*TASK STATEMENT*
From the line containing "The width and height of the screenshot is (1359, 764)." through the last line of the entries below, transcribe each line exactly, excluding any picture.
START PROVIDED DATA
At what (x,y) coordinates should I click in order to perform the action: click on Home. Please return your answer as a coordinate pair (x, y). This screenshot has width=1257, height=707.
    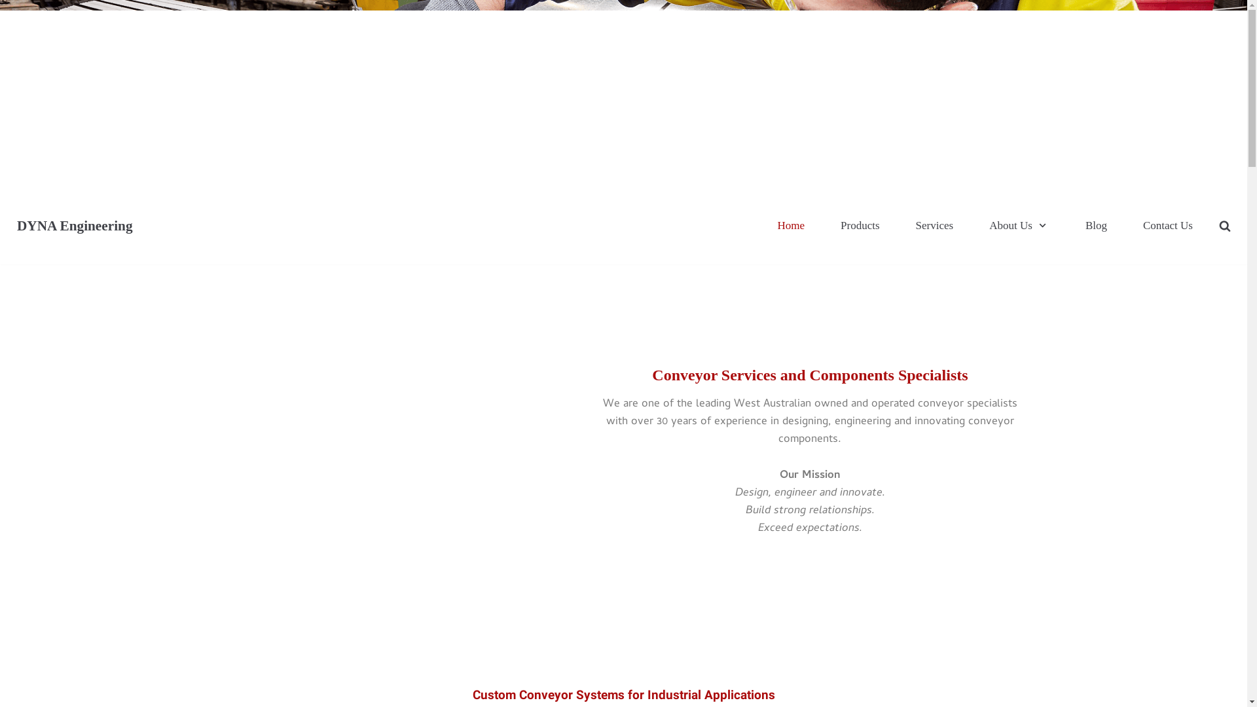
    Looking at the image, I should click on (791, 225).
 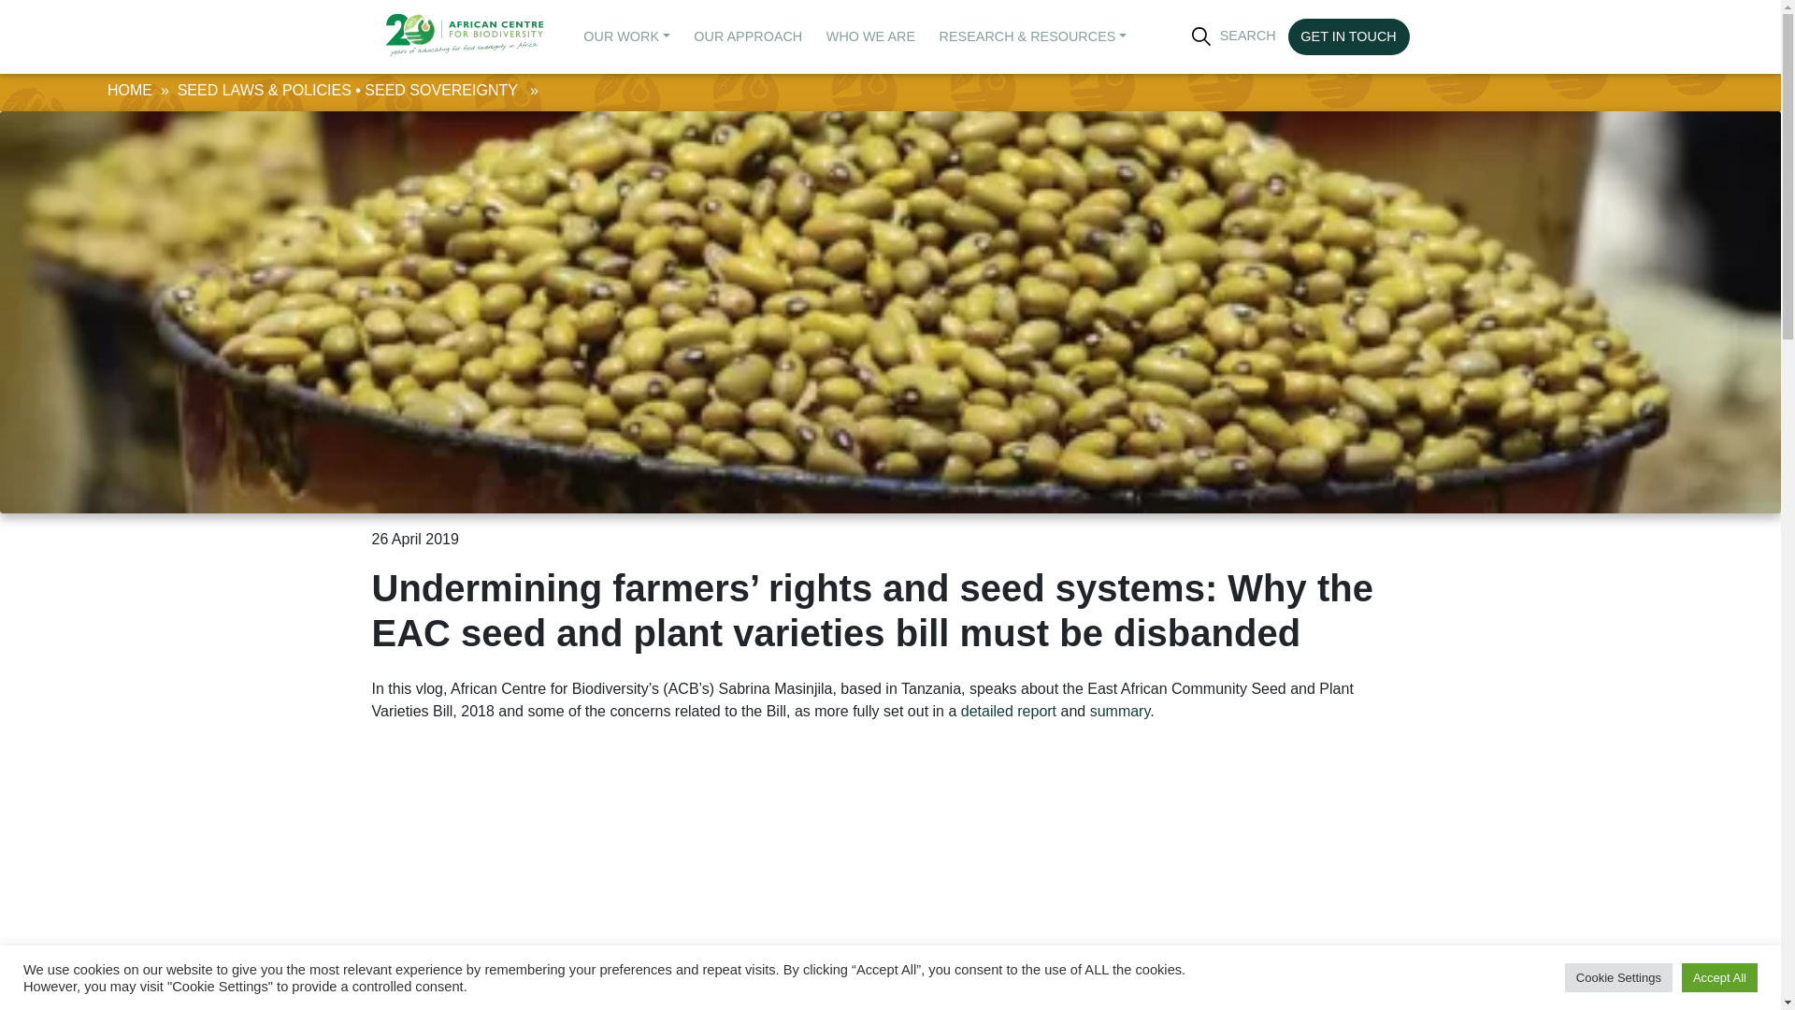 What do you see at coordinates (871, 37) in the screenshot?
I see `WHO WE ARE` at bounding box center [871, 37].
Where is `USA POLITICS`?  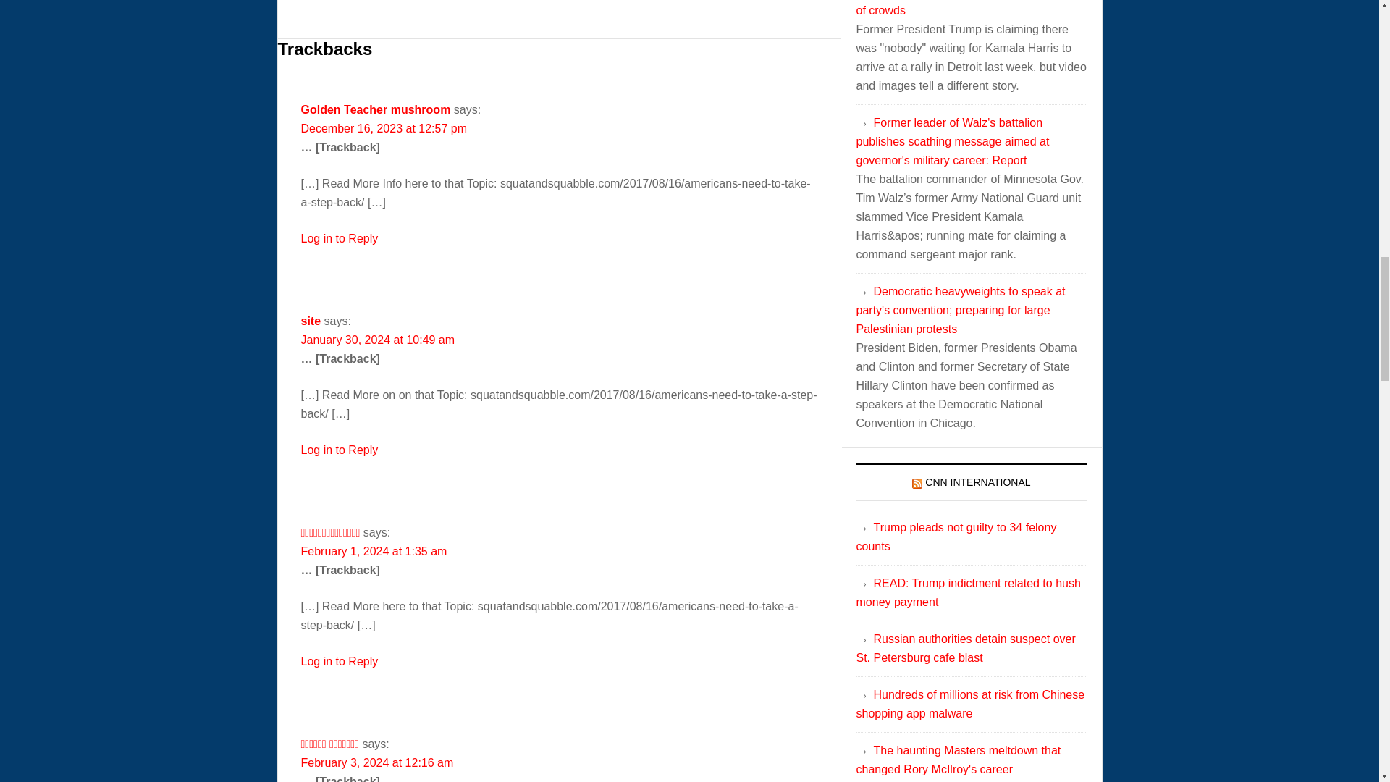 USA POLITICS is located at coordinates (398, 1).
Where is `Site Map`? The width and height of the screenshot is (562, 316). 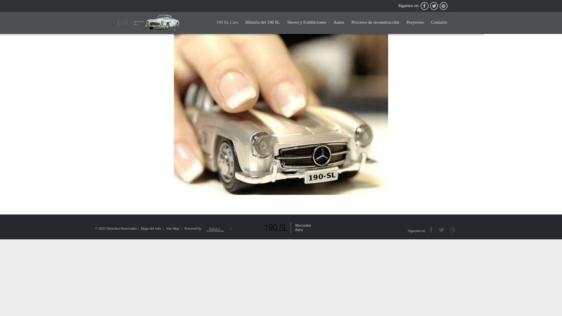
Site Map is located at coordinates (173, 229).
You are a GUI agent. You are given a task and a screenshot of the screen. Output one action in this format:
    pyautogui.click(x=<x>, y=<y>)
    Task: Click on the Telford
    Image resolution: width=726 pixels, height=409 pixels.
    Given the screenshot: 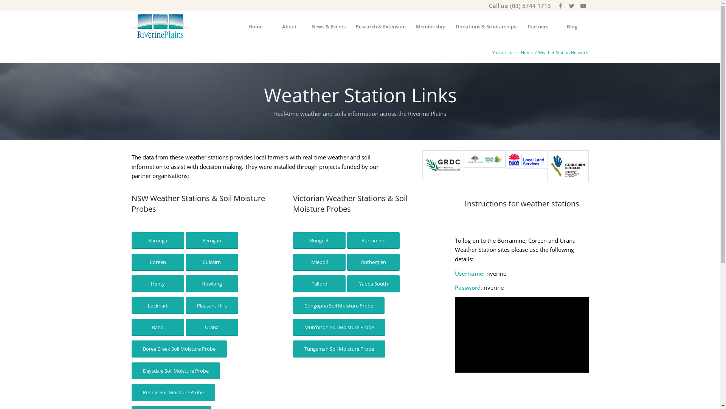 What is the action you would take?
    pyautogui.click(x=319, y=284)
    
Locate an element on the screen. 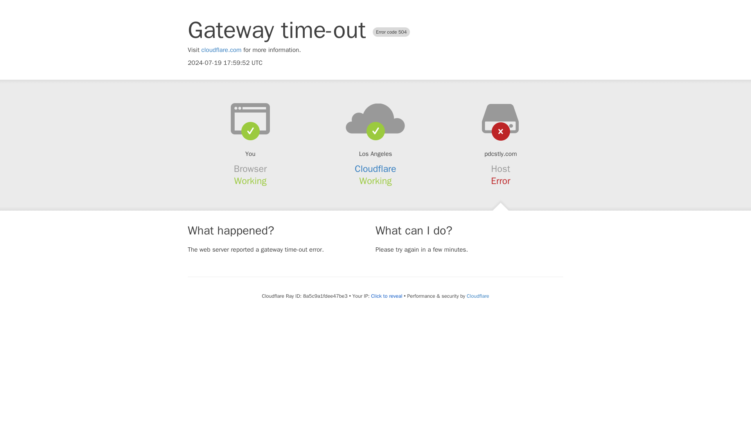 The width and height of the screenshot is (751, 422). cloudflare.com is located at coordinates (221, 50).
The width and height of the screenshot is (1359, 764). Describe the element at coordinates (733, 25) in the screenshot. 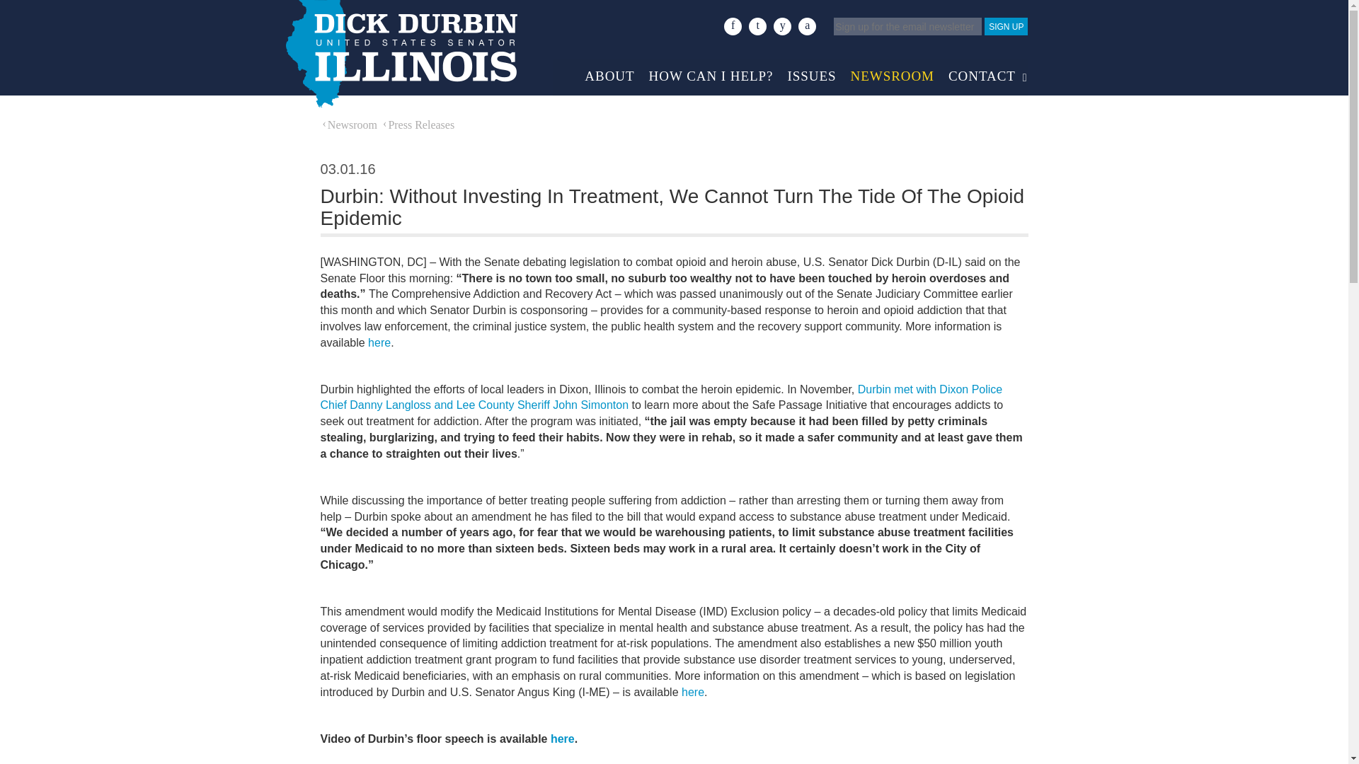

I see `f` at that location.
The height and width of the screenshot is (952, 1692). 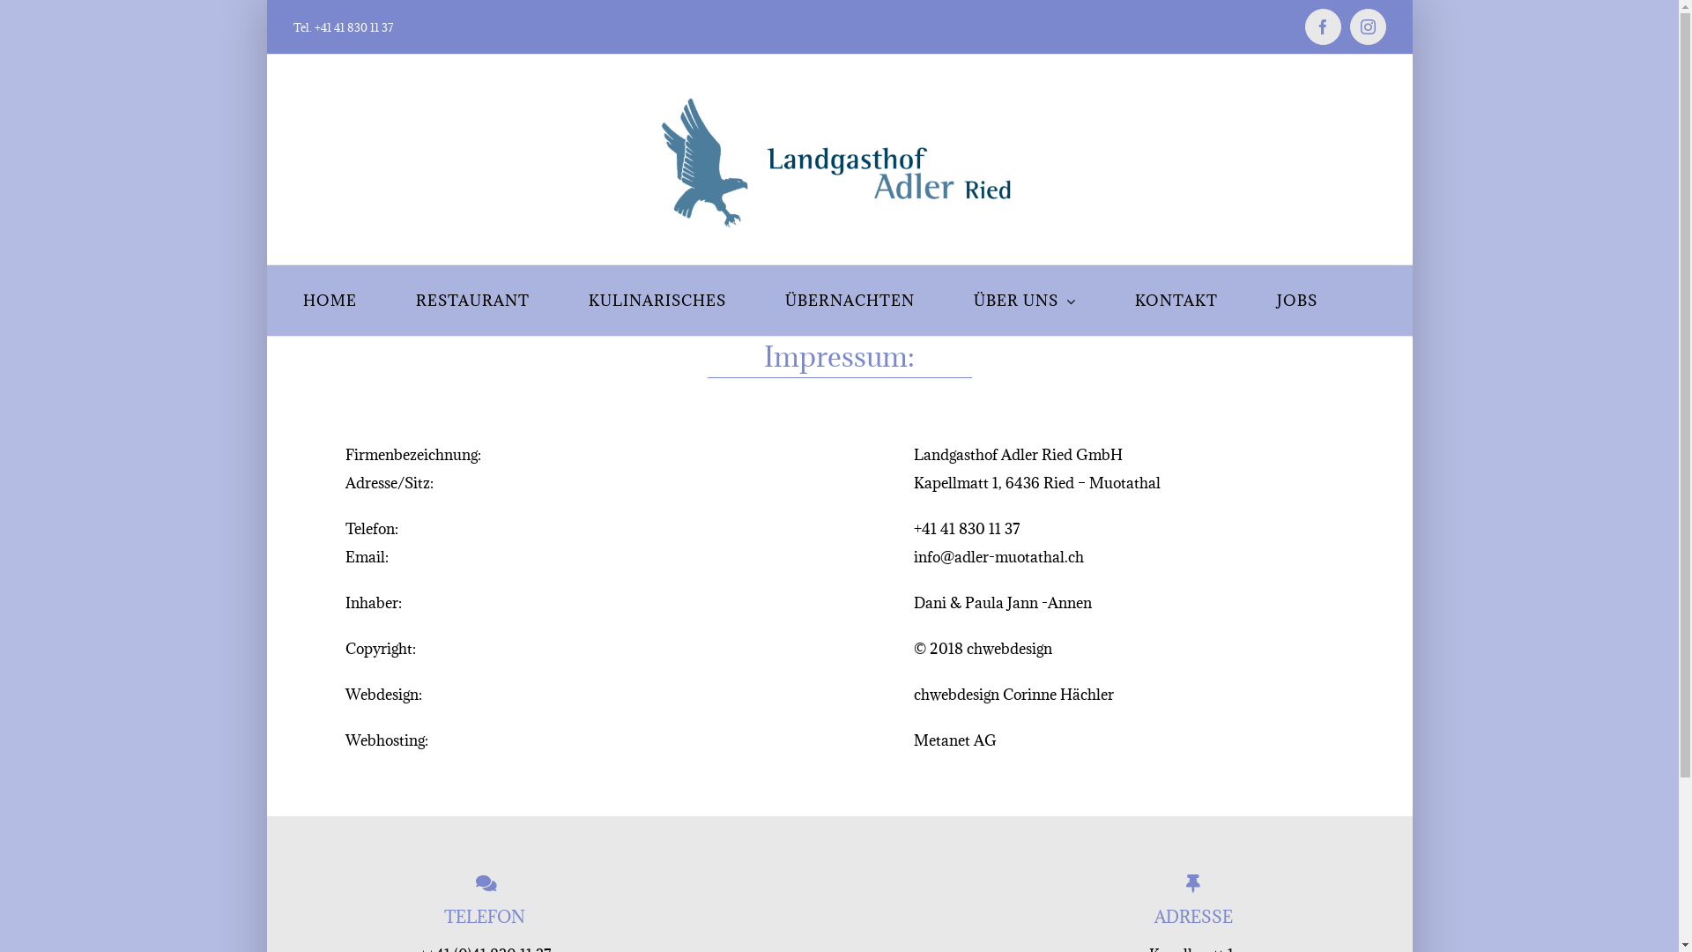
END PROVIDED DATA
*EXERCISE RESPONSE*
The width and height of the screenshot is (1359, 764). Describe the element at coordinates (733, 25) in the screenshot. 

I see `f` at that location.
The height and width of the screenshot is (952, 1692). 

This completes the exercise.